Francisco Farreras Ricart, master of Spanish abstraction, dies

Madrid Sep 17 (EFE) .- The painter Francisco Farreras Ricart (Barcelona, 1927), one of the great abstract artists of the avant-garde of the 50s, died yesterday at the age of 94 in Madrid, as family sources have confirmed to Efe .
Farreras belonged to the group of "Los informalistas" of which artists such as Rafael Canogar, Martín Chirino, Luis Feito, or Florencio Galindo were part. His most recognizable work are the wooden reliefs, in which he also assembled rope, cardboard, paint, burnt varnishes and various objects.
He came to this format after a long period in which he worked collage with white tissue paper (60) and experimented with volume in his "coudrages" (80), originally made with cardboard-filled fabrics.
Born in Barcelona on September 7, 1927, when the Spanish Civil War ended, he moved to live, first to Murcia where he received classes from the painter Antonio Cano, and later to Tenerife where he trained at the School of Arts and Crafts in Santa Cruz next door. of artists of the stature of Mariano de Cossío.
When he was 22 years old, he settled in Madrid to study at the San Fernando School of Fine Arts, where he remained from 1942 to 1949. Later he moved to Paris and traveled to different European countries.
Starting in 1954, when the artist began his professional career with individual and group exhibitions inside and outside of Spain in which the figurative prevailed, but abstraction gradually made its way into his work (towards the end of 1959) with the use of materials such as marble sand and plastic binder.
This stage was followed by another (1960s and 1970s) in which he began to use multiple collages in his works.
In 1964 he settled in New York, and for two years he worked on a work for the Spanish Pavilion at the World's Fair (1964-1965); a large-format collage mural that was finally installed in Madrid in 1966.
In 1982 he received another commission, a large mural for the Barajas airport, which meant a momentary break with collage and which gave way to another technique ("coudrages") that he made in stitched fabrics and wood, materials that he ended up turning into reliefs.
With these last materials, in 1990 he made a solo show at the Scheffel Gallery in Bad in Hamburg, which in 1994 participated in international fairs in Cologne, Chicago or Munich.
The Art Critics Association awarded him in 1991 with the second international prize for the best work for a large-format relief that he exhibited at the ARCO fair in Madrid.
He has worked uninterruptedly until recently, among his latest exhibitions is the one he held in 2016 in the Cuenca Cathedral entitled "The Poetics of Freedom" together with the dissident Chinese artist Ai Weiwei or "The Asia Principle" which he exhibited in 2018 at the Juan March Foundation (Madrid).
During his long career he has made more than 150 exhibitions, the last of them at the Rider Gallery in Munich, the Museum of Contemporary Art in Elche (Alicante) or the Salvador Victoria Museum in Rubielos de Mora (Teruel).
His work is exhibited, among other museums, at MoMA and the Brooklyn Museum in New York, at the Tate Gallery in London, at the Reina Sofía in Madrid and in numerous private and institutional collections.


WHAT TO WORK ON — In the records that follow, count the lines where the string "element" appears, and give the count with nothing added.

[DATA SUPPLIED — start]

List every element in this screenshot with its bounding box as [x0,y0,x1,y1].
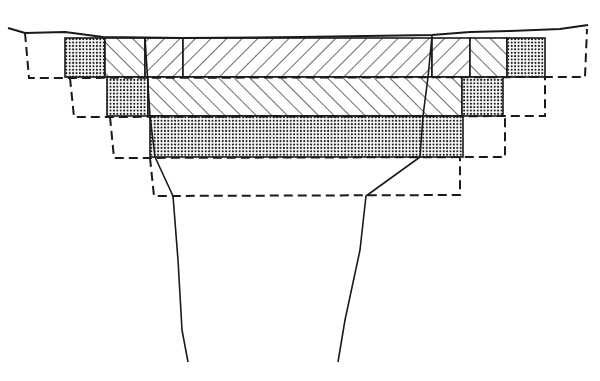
layer-2-cell-stipple [462,77,503,116]
layer-1-cell-hatch-back [470,38,507,77]
layer-2-cell-hatch-back [148,77,462,116]
dashed-step-4 [150,158,460,196]
layer-1-cell-hatch-forward [432,38,470,77]
layer-3 [150,116,463,157]
excavation-cross-section-diagram [0,0,600,381]
layer-3-cell-stipple [150,116,463,157]
layer-2 [107,77,503,116]
ground-line [8,25,588,38]
layer-1-cell-hatch-back [105,38,145,77]
diagram-canvas [0,0,600,381]
layer-1-cell-hatch-forward [145,38,183,77]
layer-1-cell-hatch-forward [183,38,432,77]
layer-1-cell-stipple [65,38,105,77]
ground-surface-line [8,25,588,38]
layer-2-cell-stipple [107,77,148,116]
soil-layers [65,38,545,157]
layer-1 [65,38,545,77]
layer-1-cell-stipple [507,38,545,77]
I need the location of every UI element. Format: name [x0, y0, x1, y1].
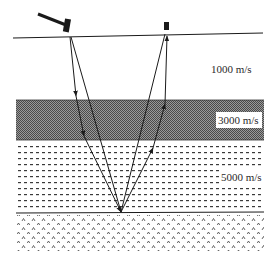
label-1000: 1000 m/s [211, 63, 252, 75]
seismic-diagram: 1000 m/s 3000 m/s 5000 m/s [0, 0, 273, 260]
layer-bedrock [16, 212, 264, 251]
hammer-icon [38, 14, 71, 32]
geophone-icon [164, 22, 169, 30]
ground-surface [13, 33, 263, 38]
label-3000: 3000 m/s [218, 114, 259, 126]
label-5000: 5000 m/s [221, 171, 262, 183]
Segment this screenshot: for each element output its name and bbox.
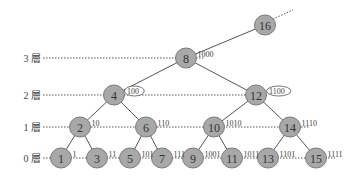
tree-node-1: 1	[51, 148, 72, 168]
tree-node-3: 3	[87, 148, 108, 168]
binary-label-14: 1110	[302, 119, 317, 128]
binary-label-12: 1100	[269, 87, 285, 96]
tree-node-5: 5	[120, 148, 141, 168]
binary-label-6: 110	[158, 119, 170, 128]
node-label: 16	[259, 19, 271, 33]
binary-label-2: 10	[92, 119, 100, 128]
binary-label-3: 11	[109, 150, 117, 159]
binary-tree-diagram: 3 層2 層1 層0 層 16841226101413579111315 100…	[0, 0, 362, 179]
binary-label-13: 1101	[280, 150, 296, 159]
binary-label-1: 1	[73, 150, 77, 159]
level-3-label: 3 層	[24, 53, 42, 64]
node-label: 14	[284, 121, 296, 135]
node-label: 5	[127, 152, 133, 166]
tree-node-2: 2	[70, 117, 91, 137]
node-label: 4	[111, 89, 117, 103]
binary-label-5: 101	[142, 150, 154, 159]
tree-node-9: 9	[183, 148, 204, 168]
level-labels: 3 層2 層1 層0 層	[24, 53, 42, 164]
tree-node-11: 11	[222, 148, 243, 168]
level-1-label: 1 層	[24, 122, 42, 133]
level-2-label: 2 層	[24, 90, 42, 101]
binary-label-10: 1010	[226, 119, 242, 128]
binary-label-15: 1111	[328, 150, 343, 159]
node-label: 1	[58, 152, 64, 166]
binary-label-9: 1001	[205, 150, 221, 159]
tree-node-10: 10	[204, 117, 225, 137]
node-label: 8	[183, 52, 189, 66]
tree-node-15: 15	[306, 148, 327, 168]
node-label: 13	[262, 152, 274, 166]
level-0-label: 0 層	[24, 153, 42, 164]
tree-node-8: 8	[176, 48, 197, 68]
tree-node-14: 14	[280, 117, 301, 137]
tree-edges	[61, 10, 316, 158]
node-label: 6	[143, 121, 149, 135]
tree-node-4: 4	[104, 85, 125, 105]
level-lines	[43, 58, 335, 158]
binary-label-8: 1000	[198, 50, 214, 59]
node-label: 9	[190, 152, 196, 166]
node-label: 15	[310, 152, 322, 166]
tree-node-6: 6	[136, 117, 157, 137]
binary-label-11: 1011	[244, 150, 260, 159]
node-label: 10	[208, 121, 220, 135]
tree-node-7: 7	[152, 148, 173, 168]
tree-node-13: 13	[258, 148, 279, 168]
binary-label-7: 111	[174, 150, 185, 159]
root-continuation-line	[273, 10, 293, 19]
node-label: 2	[77, 121, 83, 135]
node-label: 3	[94, 152, 100, 166]
edge-8-12	[186, 58, 256, 95]
node-label: 12	[250, 89, 262, 103]
tree-node-12: 12	[246, 85, 267, 105]
node-label: 11	[226, 152, 238, 166]
node-label: 7	[159, 152, 165, 166]
tree-node-16: 16	[255, 15, 276, 35]
binary-label-4: 100	[127, 87, 139, 96]
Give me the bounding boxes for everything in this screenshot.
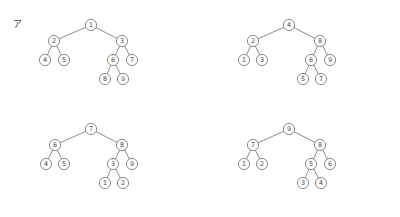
tree-edge bbox=[305, 65, 309, 74]
tree-edge bbox=[57, 150, 61, 159]
tree-edge bbox=[313, 46, 317, 55]
binary-tree-figure-set: ア 123456789 イ 428136957 ウ 768453912 エ 97… bbox=[0, 0, 400, 217]
tree-edge bbox=[255, 46, 259, 55]
tree-node: 7 bbox=[85, 123, 96, 134]
tree-node-value: 3 bbox=[111, 160, 115, 168]
tree-node: 7 bbox=[247, 139, 258, 150]
tree-node: 6 bbox=[107, 54, 118, 65]
tree-node: 6 bbox=[324, 158, 335, 169]
tree-node: 8 bbox=[314, 35, 325, 46]
tree-edge bbox=[47, 46, 51, 55]
tree-edge bbox=[115, 150, 119, 159]
tree-edge bbox=[48, 150, 52, 159]
tree-node-value: 7 bbox=[251, 141, 255, 149]
tree-node: 9 bbox=[324, 54, 335, 65]
tree-node-value: 1 bbox=[103, 179, 107, 187]
tree-edge bbox=[96, 28, 117, 39]
tree-node-value: 4 bbox=[44, 160, 48, 168]
tree-node: 2 bbox=[48, 35, 59, 46]
tree-node-value: 6 bbox=[111, 56, 115, 64]
tree-node: 8 bbox=[116, 139, 127, 150]
tree-node: 8 bbox=[314, 139, 325, 150]
tree-edge bbox=[60, 131, 86, 142]
tree-node-value: 2 bbox=[260, 160, 264, 168]
tree-panel-c: ウ 768453912 bbox=[0, 109, 200, 217]
tree-node: 4 bbox=[39, 54, 50, 65]
tree-node-value: 3 bbox=[120, 37, 124, 45]
tree-node-value: 6 bbox=[328, 160, 332, 168]
tree-node-value: 8 bbox=[103, 75, 107, 83]
tree-node-value: 6 bbox=[309, 56, 313, 64]
tree-node-value: 7 bbox=[89, 125, 93, 133]
tree-node-value: 5 bbox=[62, 56, 66, 64]
tree-node-value: 6 bbox=[53, 141, 57, 149]
tree-node: 5 bbox=[297, 73, 308, 84]
tree-edge bbox=[294, 28, 315, 39]
tree-node: 4 bbox=[283, 19, 294, 30]
tree-node: 2 bbox=[117, 177, 128, 188]
tree-node: 1 bbox=[85, 19, 96, 30]
tree-diagram-d: 978125634 bbox=[200, 109, 400, 217]
tree-node-value: 9 bbox=[328, 56, 332, 64]
tree-node-value: 5 bbox=[301, 75, 305, 83]
tree-node: 5 bbox=[305, 158, 316, 169]
tree-panel-d: エ 978125634 bbox=[200, 109, 400, 217]
tree-node-value: 2 bbox=[251, 37, 255, 45]
tree-node: 1 bbox=[99, 177, 110, 188]
tree-edge bbox=[246, 46, 250, 55]
tree-node: 5 bbox=[58, 158, 69, 169]
tree-edge bbox=[116, 65, 121, 74]
tree-node: 7 bbox=[315, 73, 326, 84]
tree-node-value: 8 bbox=[318, 37, 322, 45]
tree-edge bbox=[294, 132, 315, 143]
tree-edge bbox=[314, 169, 319, 178]
tree-panel-b: イ 428136957 bbox=[200, 0, 400, 108]
tree-node: 4 bbox=[315, 177, 326, 188]
tree-edge bbox=[323, 46, 328, 55]
tree-node: 6 bbox=[49, 139, 60, 150]
tree-node-value: 1 bbox=[89, 21, 93, 29]
tree-edge bbox=[125, 46, 130, 55]
tree-node-value: 9 bbox=[130, 160, 134, 168]
tree-node-value: 2 bbox=[52, 37, 56, 45]
tree-node-value: 3 bbox=[260, 56, 264, 64]
tree-node: 4 bbox=[40, 158, 51, 169]
tree-edge bbox=[258, 27, 284, 38]
tree-node: 9 bbox=[117, 73, 128, 84]
tree-edge bbox=[115, 46, 119, 55]
tree-edge bbox=[323, 150, 328, 159]
tree-edge bbox=[116, 169, 121, 178]
tree-node-value: 7 bbox=[319, 75, 323, 83]
tree-node: 6 bbox=[305, 54, 316, 65]
tree-node-value: 9 bbox=[287, 125, 291, 133]
tree-node: 1 bbox=[238, 54, 249, 65]
tree-node: 3 bbox=[116, 35, 127, 46]
tree-node-value: 5 bbox=[309, 160, 313, 168]
tree-node: 5 bbox=[58, 54, 69, 65]
tree-node: 1 bbox=[238, 158, 249, 169]
tree-edge bbox=[57, 46, 62, 55]
tree-edge bbox=[314, 65, 319, 74]
tree-edge bbox=[258, 131, 284, 142]
tree-node-value: 8 bbox=[120, 141, 124, 149]
tree-node-value: 8 bbox=[318, 141, 322, 149]
tree-node: 3 bbox=[256, 54, 267, 65]
tree-node: 3 bbox=[297, 177, 308, 188]
tree-edge bbox=[107, 65, 111, 74]
tree-node-value: 7 bbox=[130, 56, 134, 64]
tree-edge bbox=[305, 169, 309, 178]
tree-panel-a: ア 123456789 bbox=[0, 0, 200, 108]
tree-node: 3 bbox=[107, 158, 118, 169]
tree-edge bbox=[107, 169, 111, 178]
tree-node-value: 1 bbox=[242, 56, 246, 64]
tree-edge bbox=[59, 27, 86, 39]
tree-diagram-b: 428136957 bbox=[200, 0, 400, 108]
tree-edge bbox=[246, 150, 250, 159]
tree-node-value: 4 bbox=[43, 56, 47, 64]
tree-node: 2 bbox=[256, 158, 267, 169]
tree-diagram-a: 123456789 bbox=[0, 0, 200, 108]
tree-node-value: 2 bbox=[121, 179, 125, 187]
tree-diagram-c: 768453912 bbox=[0, 109, 200, 217]
tree-edge bbox=[125, 150, 130, 159]
tree-node-value: 4 bbox=[319, 179, 323, 187]
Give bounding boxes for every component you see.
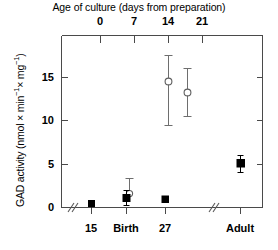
series-open-circles — [126, 56, 192, 197]
top-axis-ticks — [101, 36, 203, 43]
data-point-square-birth — [123, 194, 131, 202]
x-axis-ticks-bottom — [92, 208, 241, 214]
y-axis-ticks-left — [62, 78, 68, 165]
data-point-square-adult — [237, 159, 246, 168]
data-point-square-27d — [162, 196, 170, 204]
errorbar-circle-7d — [126, 179, 134, 192]
y-axis-ticks-right — [257, 78, 263, 165]
data-point-square-15d — [88, 200, 95, 207]
data-point-circle-14d — [165, 78, 172, 85]
series-filled-squares — [88, 156, 245, 208]
errorbar-circle-14d — [165, 56, 173, 126]
plot-area-svg — [0, 0, 278, 250]
data-point-circle-18d — [184, 89, 191, 96]
chart-figure: Age of culture (days from preparation) 0… — [0, 0, 278, 250]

[DATA SUPPLIED — finish]

YOUR RESPONSE — 3